Hakim was looking into his thick dark coffee, twiddling his spoon and making an irritating little clinking sound. He looked about ten, like when I’d first met him. He lifted only his ambiguous eyes to answer my question.
‘I will tell you,’ he said. ‘I will tell you, but now I cannot tell you. For now I need just your trust.’
Oh?
I looked.
‘I will stay just for one week,’ he said.
‘In London?’ I asked, but I knew what he meant.
‘In your house. Please? Then all will just become clear in the fullness of time.’
I was sad that he had sensed unwelcome from me, though I knew I was giving it off. I was ashamed. You cannot be unwelcoming to an Arab. There is something so wrong about it. What churls we are, we English, with our privacy and our territory and our cold cold hearts. In Egypt when men speak to you on the streets what they say is ‘Welcome’. There are signs in the streets of Hakim’s home town saying ‘Smile you are in Luxor’. Yes I know it’s for the tourists but even so. When I think of the kindness, the generosity, the hospitality of people I knew – and hardly knew – in Egypt, let alone of Hakim’s father … Shame.
‘You must stay as long as you need,’ I said, and I meant it.
The sitting room is also the kitchen, and I wasn’t putting him in there, so I had the choice: put him in Lily’s room, in which case she would be in with me, and probably in my bed; or put him in my study, in which case I would have to get a job because I certainly wouldn’t be doing any work at home. I don’t want a job. I don’t want Lily back in my bed, I’ve only just got her out of it.

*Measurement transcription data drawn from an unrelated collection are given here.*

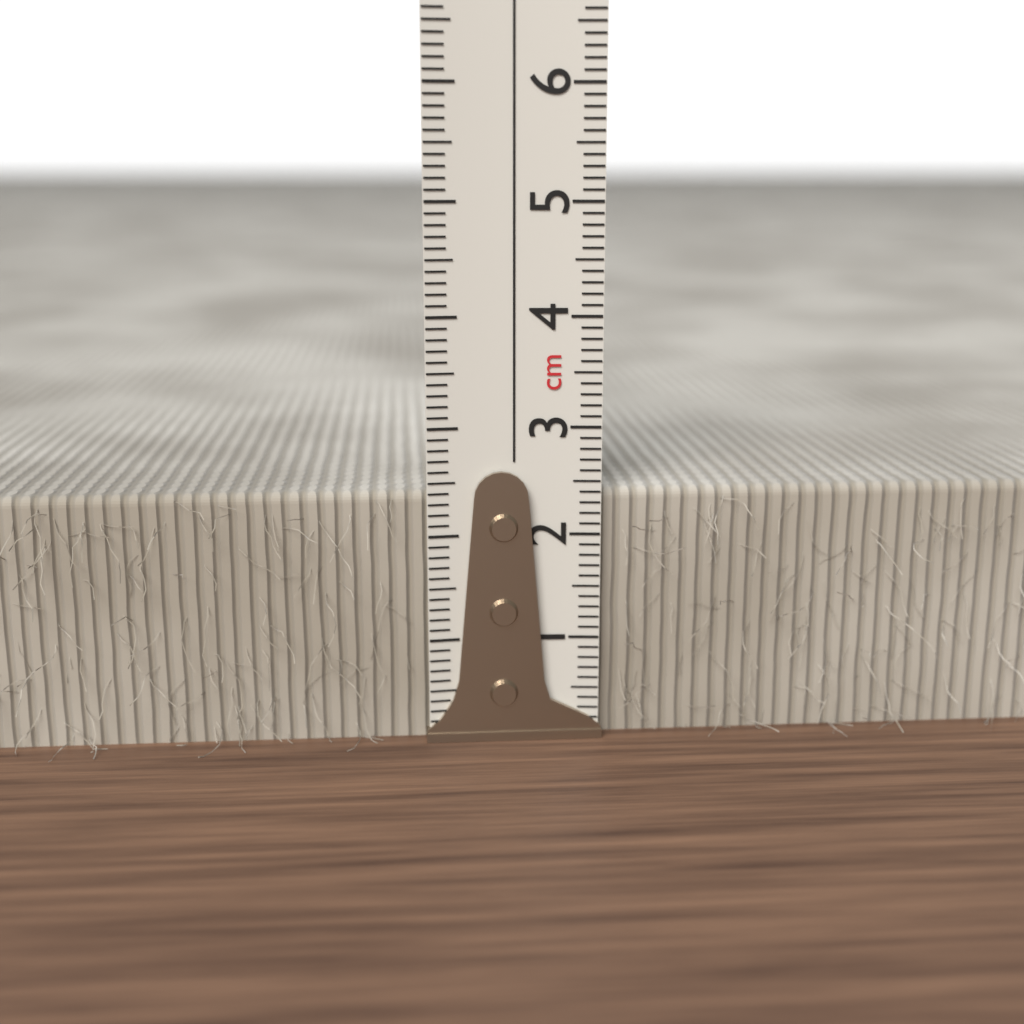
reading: 2.4 cm
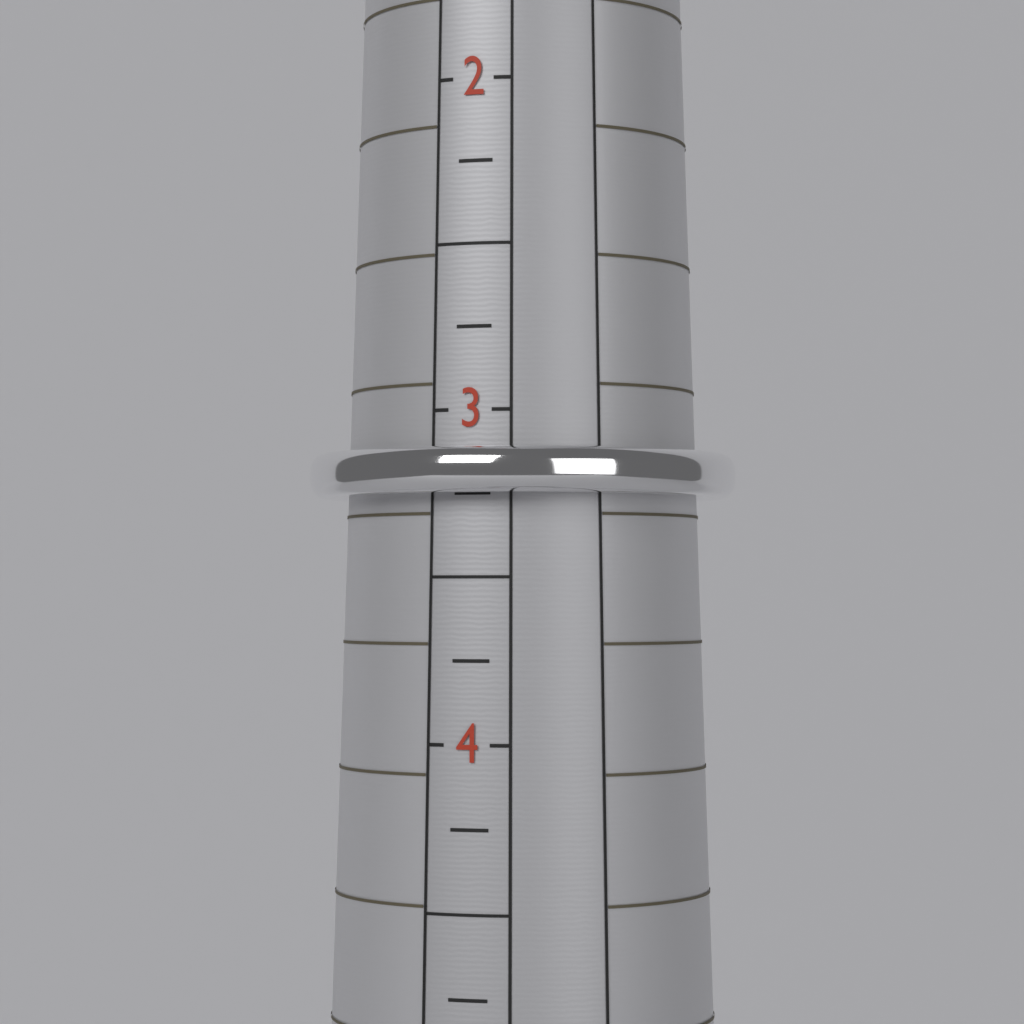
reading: 3.25 (no unit)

I put him in Lily’s room. She was narked at the idea, initially. Wouldn’t you be? Finish your first day at big school, and what do you find but your normally very territory-protective mother has moved a man into your bedroom. I told her about him as we walked back from school. She was on ‘Mummy there’s a guinea pig can we have a guinea pig please please can we have a guinea pig’ and I took the opportunity to mention the new living creature that we already had.
‘I don’t want a man, I want a guinea pig!’

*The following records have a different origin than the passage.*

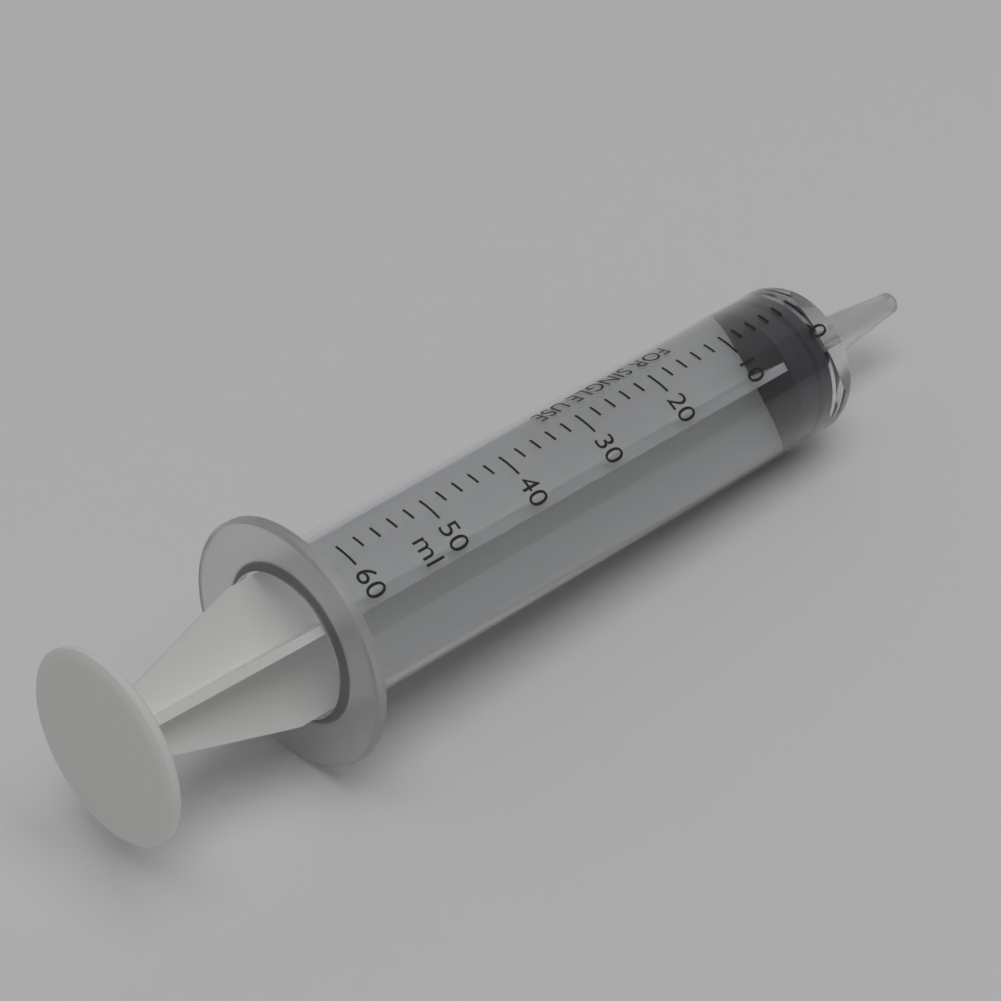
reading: 0 ml
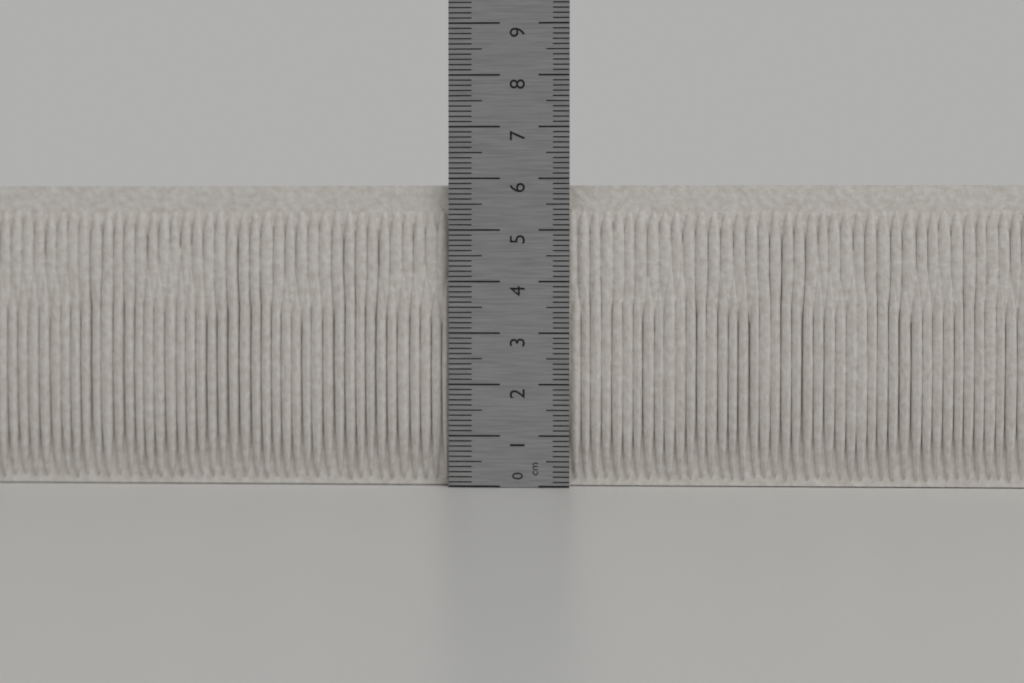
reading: 5.9 cm
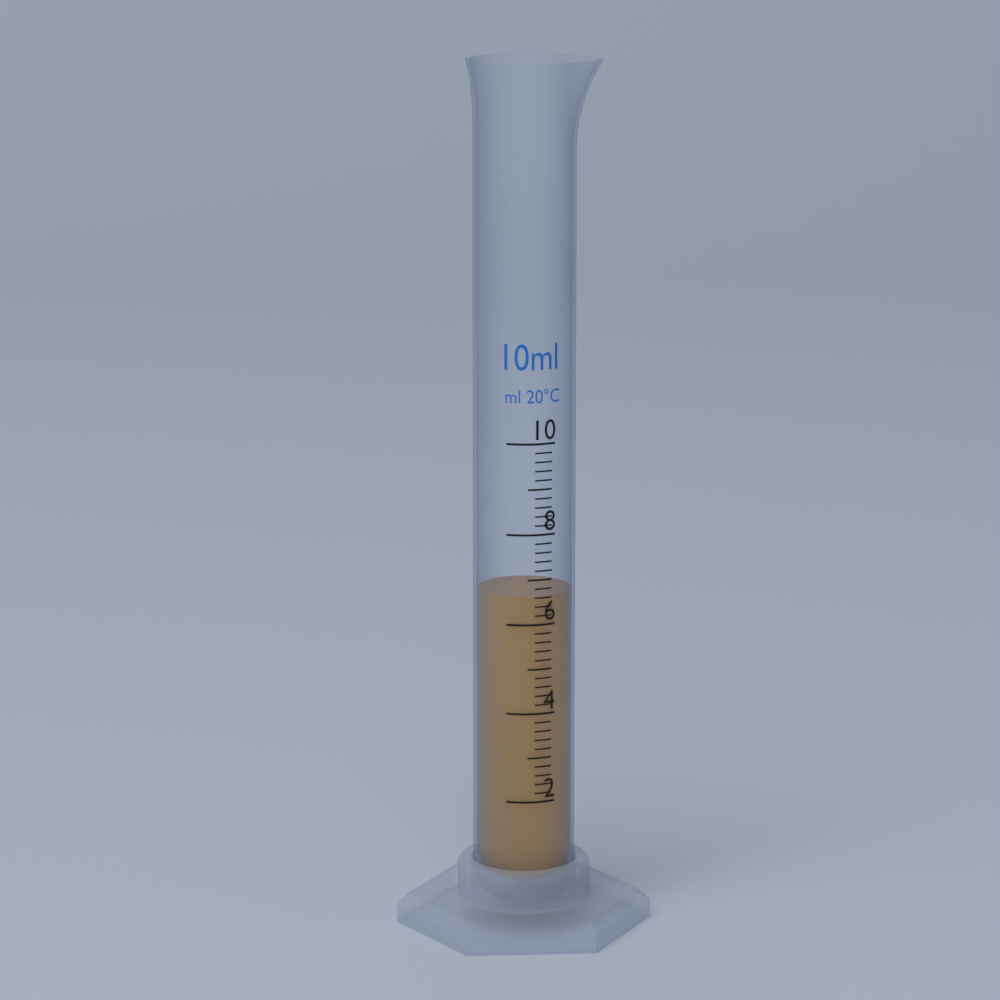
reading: 6.6 ml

‘He’s more a boy than a man,’ I said, hoping to endear him to her. ‘And he’s quite like a guinea pig. He has lovely silky hair.’
‘A boy? You said a man.’
I still hadn’t decided quite which I thought him. A boy, of course, would be easier. I could mother him.
‘How old is he?’ she wanted to know.
‘I think he’s about nineteen.’
‘That’s a grown-up,’ she said, disappointedly.
‘Wait till you see him.’
‘Is he going to live with us?’
‘Just for a little while,’ I said.
‘Will he be my daddy?’
The way they come at you. Out of nowhere. She doesn’t mention daddies for months on end and then, matter-of-fact as you like, something like that.
‘No honey, he won’t.’
‘But daddies are the men that live with children.’
‘Not only, love. Some daddies live with children and some don’t, and some men that live with children are daddies and some aren’t, but Hakim isn’t in our family, no – he’s just coming to stay, like Brigid’s boys do, and Caitlin. Just for a bit.’
‘But we don’t know him.’
‘I know him, love.’ Sort of. ‘I knew him in Egypt before you were born.’